I often discover inspiring reads in the new books section at The A. K. Smiley Library in Redlands, CA. Adam Sol’s “How a Poem Moves” started me thinking about what to write for my Inlandia Literary Journeys column that was scheduled to appear in print just before Veterans Day.

Published in Canada, Sol’s book may be purchased online or ordered from your local book store. The book may be marketed to readers of poetry, but will inspire many a poet to consider the moves they might make with their own poems. Sol maintains a blog by the same name as the title of his book.

Taken with Lucia Galloway‘s “Ten Miles from Home” while reading her new book “Some Words for Meanwhile,” I was excited when I learned she would be reading at the DA Arts Center in Pomona. At her reading I asked her if I might use her poem for my Veterans Day column. She agreed and kindly added the poem to the poems she read that evening.

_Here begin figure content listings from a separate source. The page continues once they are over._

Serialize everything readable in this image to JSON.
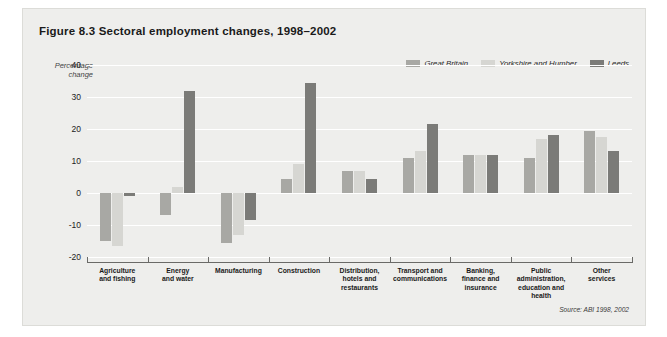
{
  "figure": {
    "title": "Figure 8.3  Sectoral employment changes, 1998–2002",
    "source": "Source: ABI 1998, 2002"
  },
  "legend": {
    "position": "top-right",
    "items": [
      {
        "label": "Great Britain",
        "color": "#a8a8a4",
        "key": "gb"
      },
      {
        "label": "Yorkshire and Humber",
        "color": "#d6d6d2",
        "key": "yh"
      },
      {
        "label": "Leeds",
        "color": "#7b7b78",
        "key": "leeds"
      }
    ]
  },
  "axis": {
    "y_label_line1": "Percentage",
    "y_label_line2": "change",
    "y_ticks": [
      "40",
      "30",
      "20",
      "10",
      "0",
      "-10",
      "-20"
    ]
  },
  "chart_data": {
    "type": "bar",
    "title": "Figure 8.3  Sectoral employment changes, 1998–2002",
    "xlabel": "",
    "ylabel": "Percentage change",
    "ylim": [
      -20,
      40
    ],
    "ytick_step": 10,
    "grid": true,
    "legend_position": "top-right",
    "categories": [
      "Agriculture and fishing",
      "Energy and water",
      "Manufacturing",
      "Construction",
      "Distribution, hotels and restaurants",
      "Transport and communications",
      "Banking, finance and insurance",
      "Public administration, education and health",
      "Other services"
    ],
    "category_label_lines": [
      [
        "Agriculture",
        "and fishing"
      ],
      [
        "Energy",
        "and water"
      ],
      [
        "Manufacturing"
      ],
      [
        "Construction"
      ],
      [
        "Distribution,",
        "hotels and",
        "restaurants"
      ],
      [
        "Transport and",
        "communications"
      ],
      [
        "Banking,",
        "finance and",
        "insurance"
      ],
      [
        "Public",
        "administration,",
        "education and",
        "health"
      ],
      [
        "Other",
        "services"
      ]
    ],
    "series": [
      {
        "name": "Great Britain",
        "color": "#a8a8a4",
        "values": [
          -15,
          -7,
          -15.5,
          4.5,
          7,
          11,
          12,
          11,
          19.5
        ]
      },
      {
        "name": "Yorkshire and Humber",
        "color": "#d6d6d2",
        "values": [
          -16.5,
          2,
          -13,
          9,
          7,
          13,
          12,
          17,
          17.5
        ]
      },
      {
        "name": "Leeds",
        "color": "#7b7b78",
        "values": [
          -1,
          32,
          -8.5,
          34.5,
          4.5,
          21.5,
          12,
          18,
          13
        ]
      }
    ]
  }
}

Galloway at the DA Arts Center in Pomona

My column, “How a poem captures the dissonance of drone warfare” appeared in four of the Southern California News Group’s papers: The Press Enterprise, The Redlands Daily Facts, The Sun, and The Inland Valley Bulletin.

On Sunday, November 10, 2019, the column ran in the print editions. I enjoy driving around the region to purchase a copy of each of the papers to see how they varying in their presentations.

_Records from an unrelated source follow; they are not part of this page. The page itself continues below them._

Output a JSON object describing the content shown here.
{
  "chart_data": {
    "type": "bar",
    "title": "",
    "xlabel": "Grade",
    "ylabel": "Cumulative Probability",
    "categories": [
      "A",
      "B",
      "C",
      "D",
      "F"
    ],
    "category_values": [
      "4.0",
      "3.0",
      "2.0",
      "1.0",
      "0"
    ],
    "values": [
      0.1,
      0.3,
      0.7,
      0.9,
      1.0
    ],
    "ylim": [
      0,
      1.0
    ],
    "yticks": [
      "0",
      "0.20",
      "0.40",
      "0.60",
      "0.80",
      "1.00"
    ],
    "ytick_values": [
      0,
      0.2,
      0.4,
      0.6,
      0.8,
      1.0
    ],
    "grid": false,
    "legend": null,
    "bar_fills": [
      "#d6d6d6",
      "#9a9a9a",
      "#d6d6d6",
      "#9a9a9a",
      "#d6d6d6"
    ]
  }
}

Photo of Wilfred Owen in public domain

I allude to the British World War I poet Wilfred Owen in my column. For my undergraduate thesis to earn my BA in English, I utilized James Fowler’s faith development theory to analyze the life of Owen and consider how his transitioning stages of faith appeared in his poetry. I was privilege to meet one of the major Owen biographers and scholars, Dominic Hibberd, when he came to Atlantic Union College to visit with Professor Deborah Leonard who had taught with him in China. Ms. Leonard served as advisor to my thesis.

Commonplace Books

Recently, I’ve been exploring the use of a commonplace book for myself and for my students. My Inlandia Literary Journeys column for this morning appeared in The Press Enterprise, The Inland Valley Bulletin, and the San Bernardino Sun.

The Letter that Made Me Write

My mother’s failure to write me for three months after she had written me regularly for over thirty years scared me.  I feared I had received my last letter from her.  My Inlandia Literary Journeys column this Sunday, December 14th in the Press Enterprise came from my personal reflections and research into the world concern about the decline in personal letter writing.

Not All Is in the Cards for Sure

Unsigned Christmas cards disappoint me. Digital ubiquity has inverted my heart’s rate—one handwritten word is worth a thousand pictures. A sentiment I expressed in a poem earlier today:

Unendorsed

Your glossy photo card

bore my address,

but wasn’t worth the

envelope’s rip without

a single letter written

by your hand.

I feel doubly disconnected when my family and friends who live afar don’t write or call. I’m addicted to social media like most Americans, but likes and emoticons are not enough. I crave audible conversation and handwritten correspondence. I cherish slow exchanges. That’s why I write something personal in each of my cards, even though I include a typewritten Christmas letter.

When my older brother Benny spent over forty minutes on the phone with me this past weekend, I was ecstatic. I felt valued when he called me back the two times our call got dropped.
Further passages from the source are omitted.